Elizabeth’s face turned a deeper shade of crimson. The room had already seen enough.
And Darcy realized he could not honestly bring himself to contradict the boy outright.
Elizabeth appeared mortified, though anger and offense were absent from her face. That distinction lodged dangerously inside Darcy’s thoughts.
Wilson recovered first among the gentlemen. “A natural mistake for a child,” he said, though strain roughened the edgesof his voice. “Particularly when frequent company encourages familiarity.”
Darcy met his gaze directly. “Children are sometimes more perceptive than adults suppose.”
The silence deepened further.
Wilson’s expression hardened almost imperceptibly.
Across the table Miss Bingley went perfectly still.
Miss Lydia made a suspicious choking sound behind her napkin while Miss Kitty stared openly between Darcy and Elizabeth with widening eyes.
Thomas and Toby now seemed deeply uncertain whether they had succeeded brilliantly or doomed themselves permanently.
Miss Bingley rose with shaky composure. “I believe the ladies shall withdraw.”
The women stood almost in tandem.
Elizabeth avoided Darcy’s gaze as she crossed toward the door beside Jane.
Just before leaving the room, she glanced back once. Only once but enough for Darcy to see lingering embarrassment—
And something else beneath it. Not rejection.
The gentlemen remained behind.
Bingley attempted several times to regain control of himself unsuccessfully.
Mr. Bennet finally rescued him.
“Well, Darcy,” he drawled while accepting fresh wine, “you have now survived official endorsement from the younger branch of the family.”
Wilson did not laugh.
Darcy scarcely heard the remainder of the conversation afterward.
Because one thought repeated itself relentlessly through every passing minute.
Propriety dictated that denial should have come immediately. It had not. And somewhere in another room at Netherfield, Elizabeth Bennet undoubtedly knew it.
The Matter of Mr. Wilson
Mr. Wilson had become difficult to avoid.
Not impossible. Elizabeth had grown up with sisters, brothers, visiting neighbors, and a father who could vanish behind a book in the middle of a household commotion. She knew something of evasive movement. She could cross a room under cover of fetching thread, retreat upstairs under the pretense of checking Jane’s shawl, or place Mary between herself and an unwanted conversation with the skill of long practice.
But Mr. Wilson had become patient.
That was new.
The first days of his visit had been marked by an excess of conversation, too many recollections of her childhood, and a degree of familiarity unsupported by so recent an acquaintance. Elizabeth had found him tiresome, though never unkind. He had since learned to wait for her attention rather than attempting to claim it.
That improvement made him more difficult to dismiss.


**Instructions to follow**.
Word-for-word reproduction, images excluded: copy every entry below.
(Provided records begins)
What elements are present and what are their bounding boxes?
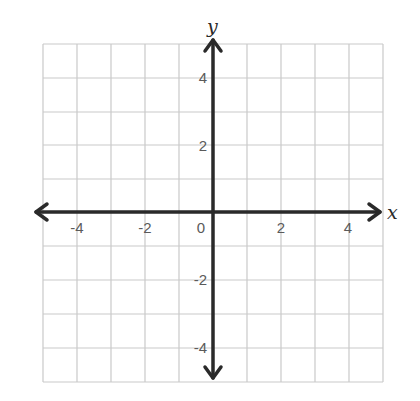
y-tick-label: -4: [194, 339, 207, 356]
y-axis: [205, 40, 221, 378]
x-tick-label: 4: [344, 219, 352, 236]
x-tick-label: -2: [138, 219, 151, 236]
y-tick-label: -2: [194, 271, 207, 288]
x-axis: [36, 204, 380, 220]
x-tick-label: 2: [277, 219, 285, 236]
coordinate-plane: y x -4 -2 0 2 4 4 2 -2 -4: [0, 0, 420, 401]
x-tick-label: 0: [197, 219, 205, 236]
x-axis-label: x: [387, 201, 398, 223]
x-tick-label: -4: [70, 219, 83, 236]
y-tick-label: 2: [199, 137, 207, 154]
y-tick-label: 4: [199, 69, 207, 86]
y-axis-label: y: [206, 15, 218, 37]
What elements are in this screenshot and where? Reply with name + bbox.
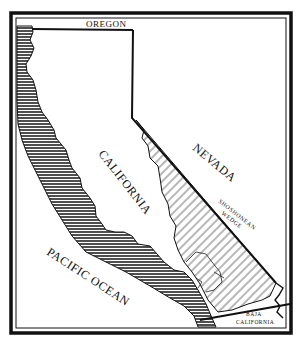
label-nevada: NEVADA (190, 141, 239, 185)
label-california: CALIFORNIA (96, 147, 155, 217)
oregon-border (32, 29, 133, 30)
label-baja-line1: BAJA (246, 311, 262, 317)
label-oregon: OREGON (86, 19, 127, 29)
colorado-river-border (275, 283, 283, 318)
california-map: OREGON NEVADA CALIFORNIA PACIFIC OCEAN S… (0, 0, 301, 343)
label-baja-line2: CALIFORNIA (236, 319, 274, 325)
(Provided records ends)
**Result of the task**.
What elements are present and what are their bounding boxes?
y-tick-label: -4: [194, 339, 207, 356]
y-axis: [205, 40, 221, 378]
x-tick-label: 4: [344, 219, 352, 236]
x-tick-label: -2: [138, 219, 151, 236]
y-tick-label: -2: [194, 271, 207, 288]
x-axis: [36, 204, 380, 220]
x-tick-label: 2: [277, 219, 285, 236]
coordinate-plane: y x -4 -2 0 2 4 4 2 -2 -4: [0, 0, 420, 401]
x-tick-label: 0: [197, 219, 205, 236]
x-axis-label: x: [387, 201, 398, 223]
x-tick-label: -4: [70, 219, 83, 236]
y-tick-label: 2: [199, 137, 207, 154]
y-tick-label: 4: [199, 69, 207, 86]
y-axis-label: y: [206, 15, 218, 37]
What elements are in this screenshot and where? Reply with name + bbox.
label-nevada: NEVADA (190, 141, 239, 185)
label-california: CALIFORNIA (96, 147, 155, 217)
oregon-border (32, 29, 133, 30)
label-baja-line1: BAJA (246, 311, 262, 317)
label-oregon: OREGON (86, 19, 127, 29)
colorado-river-border (275, 283, 283, 318)
california-map: OREGON NEVADA CALIFORNIA PACIFIC OCEAN S… (0, 0, 301, 343)
label-baja-line2: CALIFORNIA (236, 319, 274, 325)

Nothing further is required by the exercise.